[My Lady’s Money by Wilkie Collins]@TWC D-Link book
My Lady’s Money

CHAPTER X
13/25

May I offer you some refreshment after your journey ?" In these terms and in the smoothest of voices, Miss Pink opened the interview.
Mr.Troy made a polite reply, and added a few strictly conventional remarks on the beauty of the neighborhood.

Not even a lawyer could sit in Miss Pink's presence, and hear Miss Pink's conversation, without feeling himself called upon (in the nursery phrase) to "be on his best behavior".
"It is extremely kind of you, Mr.Troy, to favor me with this visit," Miss Pink resumed.

"I am well aware that the time of professional gentlemen is of especial value to them; and I will therefore ask you to excuse me if I proceed abruptly to the subject on which I desire to consult your experience." Here the lady modestly smoothed out her dress over her knees, and the lawyer made a bow.

Miss Pink's highly-trained conversation had perhaps one fault--it was not, strictly speaking, conversation at all.

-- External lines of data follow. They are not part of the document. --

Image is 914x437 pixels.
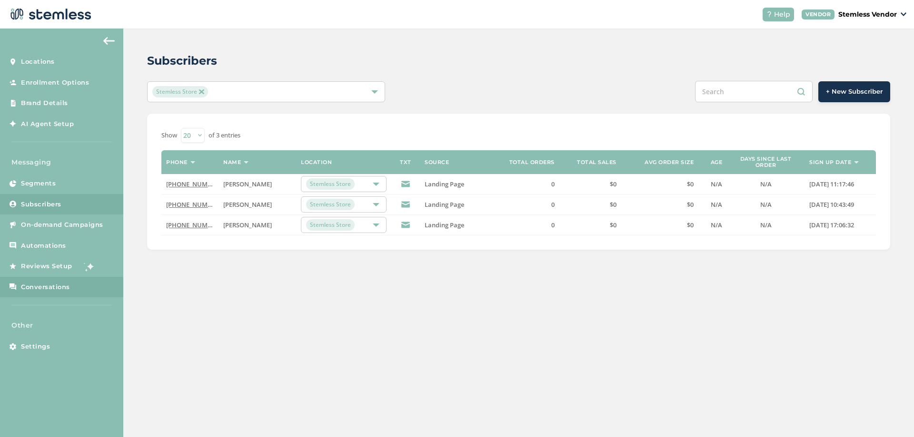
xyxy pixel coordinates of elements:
[766,11,772,17] img: icon-help-white-03924b79.svg
[687,200,693,209] span: $0
[551,180,554,188] span: 0
[626,180,694,188] label: $0
[731,180,799,188] label: N/A
[774,10,790,20] span: Help
[610,180,616,188] span: $0
[502,180,554,188] label: 0
[424,180,464,188] span: Landing Page
[801,10,834,20] div: VENDOR
[166,180,214,188] label: (503) 804-9208
[400,159,411,166] label: TXT
[809,180,871,188] label: 2025-06-23 11:17:46
[731,221,799,229] label: N/A
[577,159,616,166] label: Total sales
[731,201,799,209] label: N/A
[190,161,195,164] img: icon-sort-1e1d7615.svg
[21,99,68,108] span: Brand Details
[838,10,897,20] p: Stemless Vendor
[687,221,693,229] span: $0
[166,180,221,188] a: [PHONE_NUMBER]
[551,221,554,229] span: 0
[809,200,854,209] span: [DATE] 10:43:49
[424,201,493,209] label: Landing Page
[760,200,771,209] span: N/A
[424,200,464,209] span: Landing Page
[223,180,272,188] span: [PERSON_NAME]
[760,180,771,188] span: N/A
[703,201,722,209] label: N/A
[21,78,89,88] span: Enrollment Options
[21,262,72,271] span: Reviews Setup
[711,200,722,209] span: N/A
[866,392,914,437] iframe: Chat Widget
[21,241,66,251] span: Automations
[208,131,240,140] label: of 3 entries
[8,5,91,24] img: logo-dark-0685b13c.svg
[223,200,272,209] span: [PERSON_NAME]
[695,81,812,102] input: Search
[103,37,115,45] img: icon-arrow-back-accent-c549486e.svg
[551,200,554,209] span: 0
[809,159,851,166] label: Sign up date
[424,221,493,229] label: Landing Page
[809,221,871,229] label: 2025-06-24 17:06:32
[306,219,355,231] span: Stemless Store
[199,89,204,94] img: icon-close-accent-8a337256.svg
[166,221,221,229] a: [PHONE_NUMBER]
[166,159,188,166] label: Phone
[21,283,70,292] span: Conversations
[626,201,694,209] label: $0
[223,180,291,188] label: Brian Shen
[731,156,799,168] label: Days since last order
[644,159,693,166] label: Avg order size
[79,257,99,276] img: glitter-stars-b7820f95.gif
[244,161,248,164] img: icon-sort-1e1d7615.svg
[223,201,291,209] label: koushi sunder
[502,201,554,209] label: 0
[711,159,722,166] label: Age
[809,201,871,209] label: 2025-06-24 10:43:49
[564,180,616,188] label: $0
[564,201,616,209] label: $0
[703,221,722,229] label: N/A
[152,86,207,98] span: Stemless Store
[809,180,854,188] span: [DATE] 11:17:46
[703,180,722,188] label: N/A
[760,221,771,229] span: N/A
[166,221,214,229] label: (269) 929-8463
[21,200,61,209] span: Subscribers
[306,178,355,190] span: Stemless Store
[564,221,616,229] label: $0
[223,221,291,229] label: Venessa Robinson
[21,342,50,352] span: Settings
[223,221,272,229] span: [PERSON_NAME]
[854,161,859,164] img: icon-sort-1e1d7615.svg
[147,52,217,69] h2: Subscribers
[166,200,221,209] a: [PHONE_NUMBER]
[424,221,464,229] span: Landing Page
[21,119,74,129] span: AI Agent Setup
[21,57,55,67] span: Locations
[610,200,616,209] span: $0
[223,159,241,166] label: Name
[161,131,177,140] label: Show
[166,201,214,209] label: (503) 332-4545
[610,221,616,229] span: $0
[301,159,332,166] label: Location
[900,12,906,16] img: icon_down-arrow-small-66adaf34.svg
[21,179,56,188] span: Segments
[711,221,722,229] span: N/A
[502,221,554,229] label: 0
[826,87,882,97] span: + New Subscriber
[509,159,554,166] label: Total orders
[809,221,854,229] span: [DATE] 17:06:32
[687,180,693,188] span: $0
[424,159,449,166] label: Source
[711,180,722,188] span: N/A
[626,221,694,229] label: $0
[818,81,890,102] button: + New Subscriber
[306,199,355,210] span: Stemless Store
[21,220,103,230] span: On-demand Campaigns
[424,180,493,188] label: Landing Page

In its effect on her hearers it rather resembled the contents of a fluently conventional letter, read aloud.
"The circumstances under which my niece Isabel has left Lady Lydiard's house," Miss Pink proceeded, "are so indescribably painful--I will go further, I will say so deeply humiliating--that I have forbidden her to refer to them again in my presence, or to mention them in the future to any living creature besides myself.